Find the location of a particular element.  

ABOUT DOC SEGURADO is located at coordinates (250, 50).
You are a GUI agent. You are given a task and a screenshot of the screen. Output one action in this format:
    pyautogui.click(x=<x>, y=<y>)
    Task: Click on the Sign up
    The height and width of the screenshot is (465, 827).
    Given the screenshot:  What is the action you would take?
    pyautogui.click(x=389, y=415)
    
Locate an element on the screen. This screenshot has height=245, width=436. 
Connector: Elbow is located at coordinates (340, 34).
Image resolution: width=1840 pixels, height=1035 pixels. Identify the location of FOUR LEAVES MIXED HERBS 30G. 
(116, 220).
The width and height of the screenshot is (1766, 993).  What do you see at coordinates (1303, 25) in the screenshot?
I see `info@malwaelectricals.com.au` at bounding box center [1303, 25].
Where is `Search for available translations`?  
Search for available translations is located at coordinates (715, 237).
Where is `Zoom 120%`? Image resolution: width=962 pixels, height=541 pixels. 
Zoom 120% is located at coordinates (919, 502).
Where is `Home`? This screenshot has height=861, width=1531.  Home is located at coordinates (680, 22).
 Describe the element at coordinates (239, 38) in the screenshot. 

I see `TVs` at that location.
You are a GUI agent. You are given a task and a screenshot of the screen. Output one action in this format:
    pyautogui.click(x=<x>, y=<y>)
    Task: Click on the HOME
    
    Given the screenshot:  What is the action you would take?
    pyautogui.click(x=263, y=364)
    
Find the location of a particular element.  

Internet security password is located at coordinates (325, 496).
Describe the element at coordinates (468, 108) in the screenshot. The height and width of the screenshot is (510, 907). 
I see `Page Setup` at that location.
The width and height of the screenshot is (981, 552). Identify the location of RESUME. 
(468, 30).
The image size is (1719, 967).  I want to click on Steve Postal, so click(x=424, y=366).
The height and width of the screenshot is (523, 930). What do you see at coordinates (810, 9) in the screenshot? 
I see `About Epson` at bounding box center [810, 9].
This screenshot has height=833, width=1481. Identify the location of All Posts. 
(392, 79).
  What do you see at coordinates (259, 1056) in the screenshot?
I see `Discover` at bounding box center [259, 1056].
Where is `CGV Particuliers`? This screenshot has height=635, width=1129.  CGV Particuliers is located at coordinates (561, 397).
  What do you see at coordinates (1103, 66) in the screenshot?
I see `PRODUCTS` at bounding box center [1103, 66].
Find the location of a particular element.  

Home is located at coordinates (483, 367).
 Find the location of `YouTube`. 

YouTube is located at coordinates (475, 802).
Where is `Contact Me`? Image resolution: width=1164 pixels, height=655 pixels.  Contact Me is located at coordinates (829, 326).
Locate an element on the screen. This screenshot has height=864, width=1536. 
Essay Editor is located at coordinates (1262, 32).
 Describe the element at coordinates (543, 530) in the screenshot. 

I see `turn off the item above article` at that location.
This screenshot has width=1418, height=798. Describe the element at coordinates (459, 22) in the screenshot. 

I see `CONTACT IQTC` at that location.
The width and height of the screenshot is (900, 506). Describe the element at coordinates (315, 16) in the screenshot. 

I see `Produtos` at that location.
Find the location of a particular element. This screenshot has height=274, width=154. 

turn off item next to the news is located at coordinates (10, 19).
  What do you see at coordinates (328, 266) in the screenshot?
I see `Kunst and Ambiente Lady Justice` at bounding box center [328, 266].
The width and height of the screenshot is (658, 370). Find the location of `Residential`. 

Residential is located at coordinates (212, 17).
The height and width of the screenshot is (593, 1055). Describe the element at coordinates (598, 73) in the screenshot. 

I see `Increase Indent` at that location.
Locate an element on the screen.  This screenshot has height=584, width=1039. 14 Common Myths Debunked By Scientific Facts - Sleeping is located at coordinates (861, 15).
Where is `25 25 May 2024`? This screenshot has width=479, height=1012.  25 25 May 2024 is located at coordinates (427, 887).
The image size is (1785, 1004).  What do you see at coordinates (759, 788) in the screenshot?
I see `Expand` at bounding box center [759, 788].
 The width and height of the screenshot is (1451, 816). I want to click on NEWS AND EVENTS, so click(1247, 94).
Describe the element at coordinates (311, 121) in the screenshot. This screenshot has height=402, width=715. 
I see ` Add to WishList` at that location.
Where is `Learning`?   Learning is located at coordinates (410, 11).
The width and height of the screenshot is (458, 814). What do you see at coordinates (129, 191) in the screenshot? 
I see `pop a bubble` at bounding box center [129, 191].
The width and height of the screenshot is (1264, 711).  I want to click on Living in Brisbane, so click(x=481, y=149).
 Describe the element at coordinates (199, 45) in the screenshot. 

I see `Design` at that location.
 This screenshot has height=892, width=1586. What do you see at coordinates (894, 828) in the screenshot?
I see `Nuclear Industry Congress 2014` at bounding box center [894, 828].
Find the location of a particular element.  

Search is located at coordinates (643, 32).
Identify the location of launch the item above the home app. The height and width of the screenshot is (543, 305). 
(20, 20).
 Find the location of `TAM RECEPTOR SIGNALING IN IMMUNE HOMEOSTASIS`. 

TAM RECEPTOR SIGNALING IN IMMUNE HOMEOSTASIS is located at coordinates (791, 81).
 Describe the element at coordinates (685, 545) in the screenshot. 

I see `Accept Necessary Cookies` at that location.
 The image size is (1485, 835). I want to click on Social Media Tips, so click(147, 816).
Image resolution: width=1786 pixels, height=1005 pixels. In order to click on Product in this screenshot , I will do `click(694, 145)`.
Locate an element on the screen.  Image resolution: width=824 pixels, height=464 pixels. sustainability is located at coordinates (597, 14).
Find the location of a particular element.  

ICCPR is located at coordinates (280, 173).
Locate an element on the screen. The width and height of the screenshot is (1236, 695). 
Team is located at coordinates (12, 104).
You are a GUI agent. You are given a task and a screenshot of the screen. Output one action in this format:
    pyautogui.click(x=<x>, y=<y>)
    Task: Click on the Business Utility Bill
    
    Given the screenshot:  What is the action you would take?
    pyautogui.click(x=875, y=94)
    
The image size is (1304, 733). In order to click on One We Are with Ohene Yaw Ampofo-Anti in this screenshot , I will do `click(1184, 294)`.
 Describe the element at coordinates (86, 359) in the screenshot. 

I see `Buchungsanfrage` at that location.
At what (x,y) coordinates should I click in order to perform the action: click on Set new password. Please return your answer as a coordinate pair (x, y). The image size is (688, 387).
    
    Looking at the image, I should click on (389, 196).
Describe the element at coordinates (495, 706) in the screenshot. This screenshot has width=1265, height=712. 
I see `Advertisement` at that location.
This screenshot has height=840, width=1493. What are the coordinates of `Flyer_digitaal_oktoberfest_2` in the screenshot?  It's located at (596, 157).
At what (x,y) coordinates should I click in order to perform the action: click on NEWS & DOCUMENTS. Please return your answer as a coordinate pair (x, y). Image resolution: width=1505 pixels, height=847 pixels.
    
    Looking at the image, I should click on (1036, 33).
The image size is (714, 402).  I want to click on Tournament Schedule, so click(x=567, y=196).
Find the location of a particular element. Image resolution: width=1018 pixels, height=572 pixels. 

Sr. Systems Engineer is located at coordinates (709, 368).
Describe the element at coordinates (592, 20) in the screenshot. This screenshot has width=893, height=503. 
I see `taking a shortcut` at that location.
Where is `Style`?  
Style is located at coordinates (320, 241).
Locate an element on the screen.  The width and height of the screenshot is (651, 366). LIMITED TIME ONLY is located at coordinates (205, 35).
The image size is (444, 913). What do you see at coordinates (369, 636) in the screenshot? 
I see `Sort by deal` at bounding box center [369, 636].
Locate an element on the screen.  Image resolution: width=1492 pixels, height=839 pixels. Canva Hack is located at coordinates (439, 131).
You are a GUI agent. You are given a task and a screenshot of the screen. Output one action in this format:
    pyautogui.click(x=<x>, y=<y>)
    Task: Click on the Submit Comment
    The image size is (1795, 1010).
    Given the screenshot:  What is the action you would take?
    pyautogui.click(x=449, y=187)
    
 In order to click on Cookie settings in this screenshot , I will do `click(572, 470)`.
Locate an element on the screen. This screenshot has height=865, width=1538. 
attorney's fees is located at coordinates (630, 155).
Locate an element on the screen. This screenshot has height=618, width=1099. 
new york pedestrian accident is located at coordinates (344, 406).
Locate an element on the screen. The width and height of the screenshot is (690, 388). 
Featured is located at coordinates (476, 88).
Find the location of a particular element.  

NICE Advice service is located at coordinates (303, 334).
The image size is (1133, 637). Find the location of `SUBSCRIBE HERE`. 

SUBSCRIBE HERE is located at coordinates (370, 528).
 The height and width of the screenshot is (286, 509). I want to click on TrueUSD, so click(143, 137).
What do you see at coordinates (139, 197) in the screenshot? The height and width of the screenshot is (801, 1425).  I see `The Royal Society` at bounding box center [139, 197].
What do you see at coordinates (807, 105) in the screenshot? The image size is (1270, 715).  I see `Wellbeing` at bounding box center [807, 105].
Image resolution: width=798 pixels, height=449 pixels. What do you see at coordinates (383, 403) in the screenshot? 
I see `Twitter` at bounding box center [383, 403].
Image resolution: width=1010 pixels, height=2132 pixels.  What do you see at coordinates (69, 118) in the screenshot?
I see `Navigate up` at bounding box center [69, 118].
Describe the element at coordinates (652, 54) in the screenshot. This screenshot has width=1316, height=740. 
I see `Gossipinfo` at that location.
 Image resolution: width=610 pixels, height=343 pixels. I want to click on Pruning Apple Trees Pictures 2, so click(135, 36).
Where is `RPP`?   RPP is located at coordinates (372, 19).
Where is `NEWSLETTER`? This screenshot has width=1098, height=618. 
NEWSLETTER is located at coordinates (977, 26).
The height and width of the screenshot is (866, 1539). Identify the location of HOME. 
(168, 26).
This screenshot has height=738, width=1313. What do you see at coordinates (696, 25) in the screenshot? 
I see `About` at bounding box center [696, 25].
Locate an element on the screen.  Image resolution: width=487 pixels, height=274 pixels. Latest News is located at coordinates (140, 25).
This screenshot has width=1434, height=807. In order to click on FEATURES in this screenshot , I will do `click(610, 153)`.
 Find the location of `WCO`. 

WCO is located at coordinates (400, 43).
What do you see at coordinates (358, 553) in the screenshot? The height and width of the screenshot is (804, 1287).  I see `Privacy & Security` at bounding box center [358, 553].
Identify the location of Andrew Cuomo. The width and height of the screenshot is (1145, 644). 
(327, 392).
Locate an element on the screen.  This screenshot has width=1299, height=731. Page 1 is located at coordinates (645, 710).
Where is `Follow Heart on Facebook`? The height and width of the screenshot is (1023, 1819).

--

HOW TO COMPLETE THIS TASK: Take the stretch of lines above from the one containing "Identify the location of launch" through the one containing "This screenshot has height=840, width=1493." and repeat it exactly, adding no other line.

YOUR SOLUTION:
Identify the location of launch the item above the home app. The height and width of the screenshot is (543, 305). 
(20, 20).
 Find the location of `TAM RECEPTOR SIGNALING IN IMMUNE HOMEOSTASIS`. 

TAM RECEPTOR SIGNALING IN IMMUNE HOMEOSTASIS is located at coordinates (791, 81).
 Describe the element at coordinates (685, 545) in the screenshot. 

I see `Accept Necessary Cookies` at that location.
 The image size is (1485, 835). I want to click on Social Media Tips, so click(147, 816).
Image resolution: width=1786 pixels, height=1005 pixels. In order to click on Product in this screenshot , I will do `click(694, 145)`.
Locate an element on the screen.  Image resolution: width=824 pixels, height=464 pixels. sustainability is located at coordinates (597, 14).
Find the location of a particular element.  

ICCPR is located at coordinates (280, 173).
Locate an element on the screen. The width and height of the screenshot is (1236, 695). 
Team is located at coordinates (12, 104).
You are a GUI agent. You are given a task and a screenshot of the screen. Output one action in this format:
    pyautogui.click(x=<x>, y=<y>)
    Task: Click on the Business Utility Bill
    
    Given the screenshot:  What is the action you would take?
    pyautogui.click(x=875, y=94)
    
The image size is (1304, 733). In order to click on One We Are with Ohene Yaw Ampofo-Anti in this screenshot , I will do `click(1184, 294)`.
 Describe the element at coordinates (86, 359) in the screenshot. 

I see `Buchungsanfrage` at that location.
At what (x,y) coordinates should I click in order to perform the action: click on Set new password. Please return your answer as a coordinate pair (x, y). The image size is (688, 387).
    
    Looking at the image, I should click on (389, 196).
Describe the element at coordinates (495, 706) in the screenshot. This screenshot has width=1265, height=712. 
I see `Advertisement` at that location.
This screenshot has height=840, width=1493. What are the coordinates of `Flyer_digitaal_oktoberfest_2` in the screenshot?  It's located at (596, 157).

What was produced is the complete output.